The following are five of the most highly-recommended books there are to learn more about the US healthcare system. Each documents:
- the rise of the American healthcare system
- the reasons for its many challenges
- the most probable courses of action to improving it
America’s Bitter Pill: Money Politics Backroom Deals, and the Fight to Fix Our Broken Health Care System by Steven Brill
This book is a detailed tell-all of how the Affordable Care Act was developed, executed, and largely inefficient at tackling the lack of accountability for corrupt healthcare industry practices. The book documents Brill’s initial recognition of the ongoing exploitative practices of healthcare industry officials for profit. It follows with to the subsequent establishment of the ACA as a spirited but largely ineffective initiative to combat it.
This book provides detailed documentation of how the ambitious aims of the ACA was stopped in its tracks by territorial politics and staff members’ failure to deliver.

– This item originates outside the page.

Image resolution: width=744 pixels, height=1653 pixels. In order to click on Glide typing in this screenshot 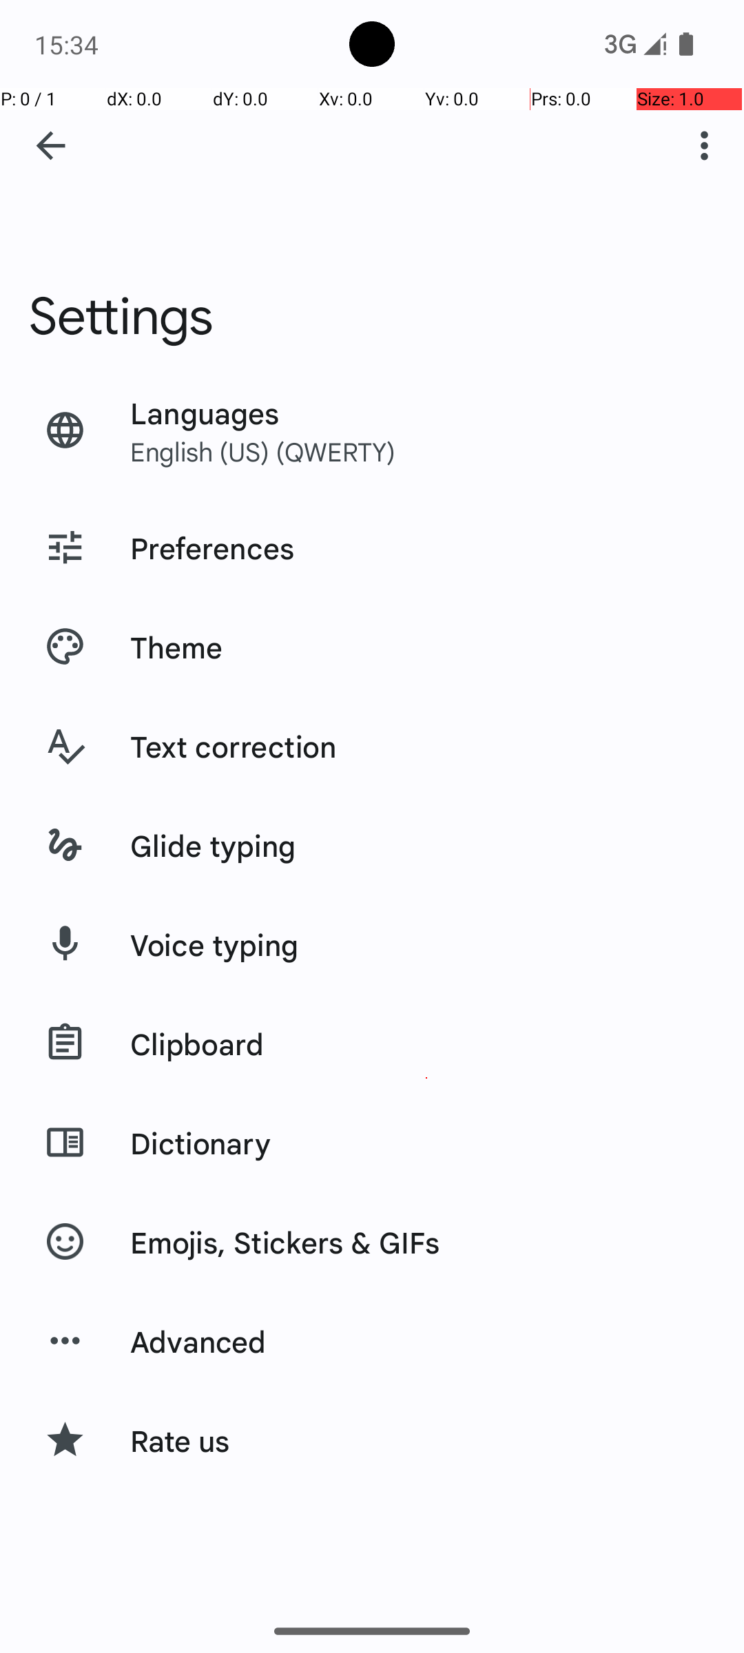, I will do `click(214, 845)`.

Overtreated by Shannon Brownlee
This book is Brownlee’s account of the unhealthy level of dependence that the American population suffers from due to unnecessary medical intervention. The book examines the hefty economical toll that unnecessary healthcare has. It also looks at also the widespread damage done the population’s collective health. The book explores the idea that while the problem of unnecessary healthcare is very well-known, many lack either the leverage, understanding or incentive to resolve it.
Reinventing American Healthcare by Ezekiel Emanuel
This book is a chronicle of the establishment, fallout, and resulting chaos of the American healthcare system. The book covers the establishment of the ACA, documenting the extensive reformation’s:
- legal hurdles
- political impact
- consequences
The book is both a historical account and an open discussion of the nature of American healthcare’s controversial nature.

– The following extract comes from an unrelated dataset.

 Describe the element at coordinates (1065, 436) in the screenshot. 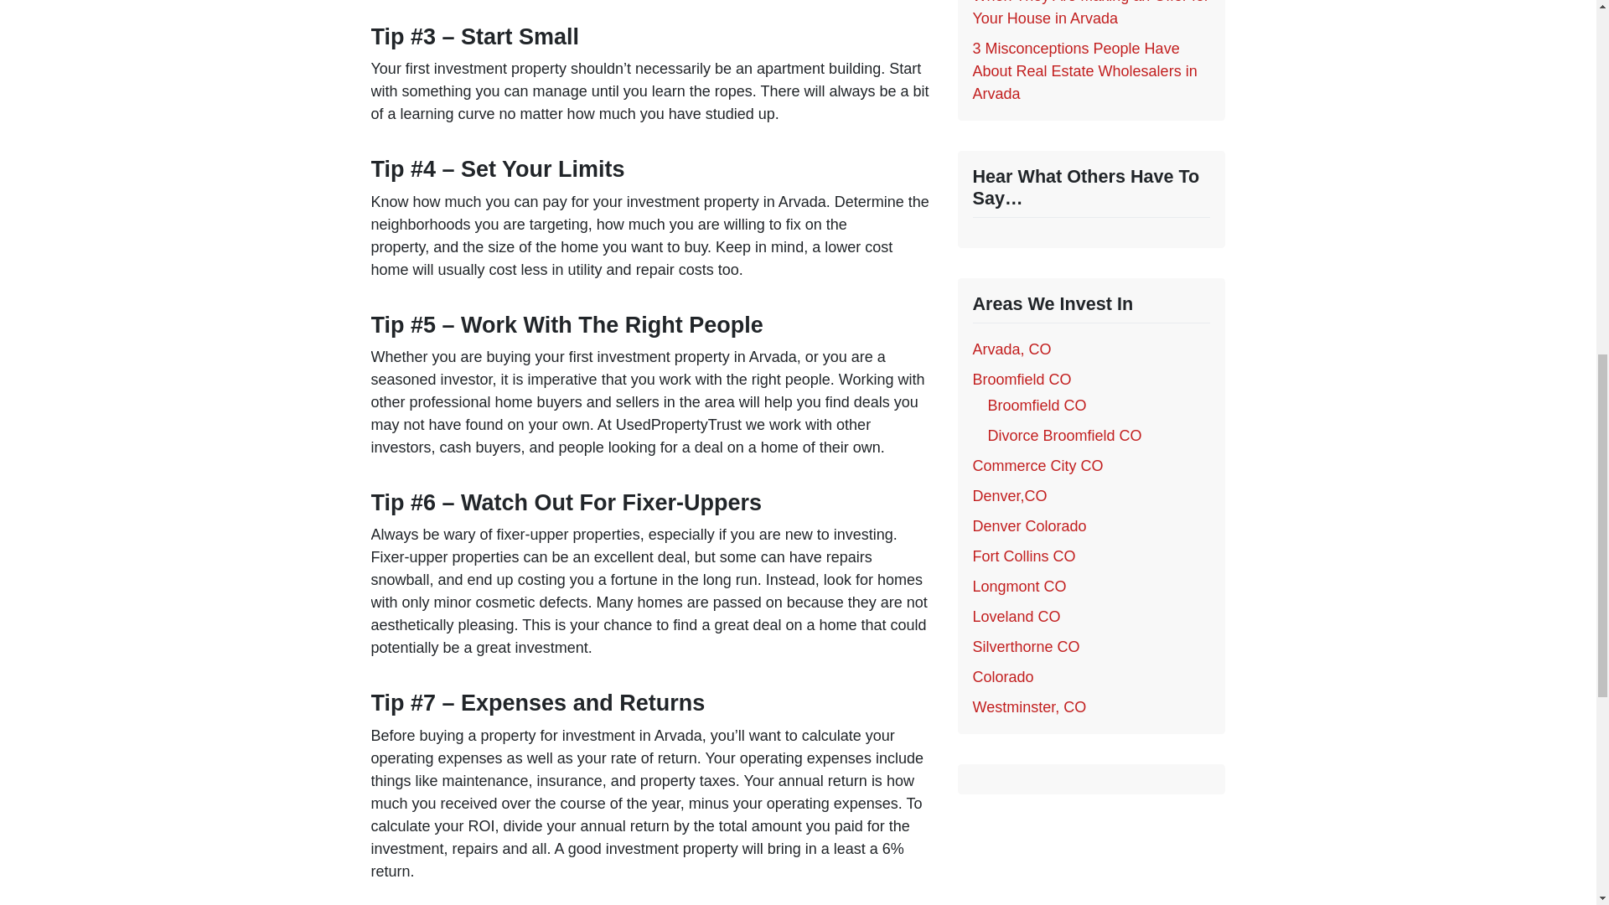

I see `Divorce Broomfield CO` at that location.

An American Sickness: How Healthcare Became a Big Business by Elizabeth Rosenthal
This book was written to:
- investigate the origins of American healthcare
- dissect its operations
- draw educated inferences about its future
The book provides a detailed breakdown of the American healthcare system’s:
- total cost
- dangers
- current trajectory
- possible solutions that may have the most realistic chances to improving it
The Innovators Prescription: A Disruptive Solution for Healthcare by Clayton M. Christensen and Jason Hwang
This book is a call to action for what Christensen and Hwang believe to be the most feasible plan to redeem the US healthcare system. The book works to outline the full extent of the healthcare system’s most prominent failures and the chains of events that made such shortcomings possible.
The book acknowledges the issues. It prescribes measures that could be taken to help the American healthcare system become an asset to the American people instead of a begrudgingly tolerated hindrance. The book’s main school of thought is the idea that the primary hope for the American healthcare system is innovation. The authors support their proposal for innovative American healthcare reform by referencing older healthcare systems around the world that were heavily regulated before being reformed.